Some interpreters of Derrida, particularly in the United States, have claimed that deconstruction implies that a text can mean anything. Some of those critics have claimed as well that the main lesson of deconstruction is that everyone's reading is as good as anyone else's is. Such criticisms entail a significant misunderstanding of Derridean deconstruction. Derrida claimed that each text has a certain play and that its meaning cannot be fixed, but it is a long way from such claims to the idea that this play is within the control of the reader or her desires. The reader is not an autonomous agent free from the effects of the text.

Deconstruction has had a significant and lasting impact in many fields, including literary criticism, anthropology, cultural studies, gender studies, and sociology. Few thinkers today, however, continue to practice deconstruction in the same sustained manner that Derrida and his followers did in the 1970s and 1980s.

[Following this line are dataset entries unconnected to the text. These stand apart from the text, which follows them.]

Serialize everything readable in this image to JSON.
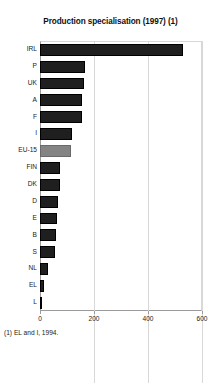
{
  "chart_data": {
    "type": "bar",
    "orientation": "horizontal",
    "title": "Production specialisation (1997) (1)",
    "xlabel": "",
    "ylabel": "",
    "xlim": [
      0,
      600
    ],
    "xticks": [
      0,
      200,
      400,
      600
    ],
    "xticklabels": [
      "0",
      "200",
      "400",
      "600"
    ],
    "grid": true,
    "legend": null,
    "categories": [
      "IRL",
      "P",
      "UK",
      "A",
      "F",
      "I",
      "EU-15",
      "FIN",
      "DK",
      "D",
      "E",
      "B",
      "S",
      "NL",
      "EL",
      "L"
    ],
    "values": [
      530,
      167,
      163,
      156,
      156,
      119,
      115,
      74,
      74,
      67,
      63,
      59,
      56,
      30,
      15,
      4
    ],
    "highlight_category": "EU-15",
    "colors": {
      "bar": "#1f1f1f",
      "bar_highlight": "#848484",
      "grid": "#d8d8d8",
      "axis": "#9a9a9a",
      "text": "#1a1a1a",
      "background": "#ffffff"
    },
    "annotations": [
      "(1) EL and I, 1994."
    ]
  },
  "footnote": "(1) EL and I, 1994."
}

Analytical philosophers have sharply condemned Derrida's work—though mostly through dismissal rather than rigorous engagement. Deconstructionists, on their side, have shown no patience for analytical philosophy. Each side views the other as lacking in rigor and as succumbing, very early in its game, to elementary mistakes that make any further exploration a waste of time.

Within the legal academy, deconstruction posed something of a challenge to conventional forms of thought, though it never gained many adherents. In the United States, the thinkers who actually practiced deconstruction (as opposed to writing about it) were few in number. Among the best-known practitioners of the genre are Jack Balkin, Clare Dalton, Gerald Frug, David Kennedy, Gary Peller, and Pierre Schlag.

Later in life, in the 1990s, Derrida came to concern himself with questions of ethics and justice. Wrestling with the thought of Walter Benjamin (1892–1940) and Emmanuel Lévinas (1906–1995), Derrida famously pronounced that deconstruction was justice. This later work by Derrida, at least in law, has been far less original and far less influential than his earlier deconstructive work.

PierreSchlag

Further Readings

Balkin, Jack. “Deconstruction's Legal Career.”Cardozo Law Review27 (2005). 719–40.
Binder, Guyora, and RobertWeisberg. (2000). LiteraryCriticisms of Law. Princeton, NJ: Princeton University Press.
Schlag, Pierre. “A Brief Survey of Deconstruction.”Cardozo Law Review27 (2005). 741–52.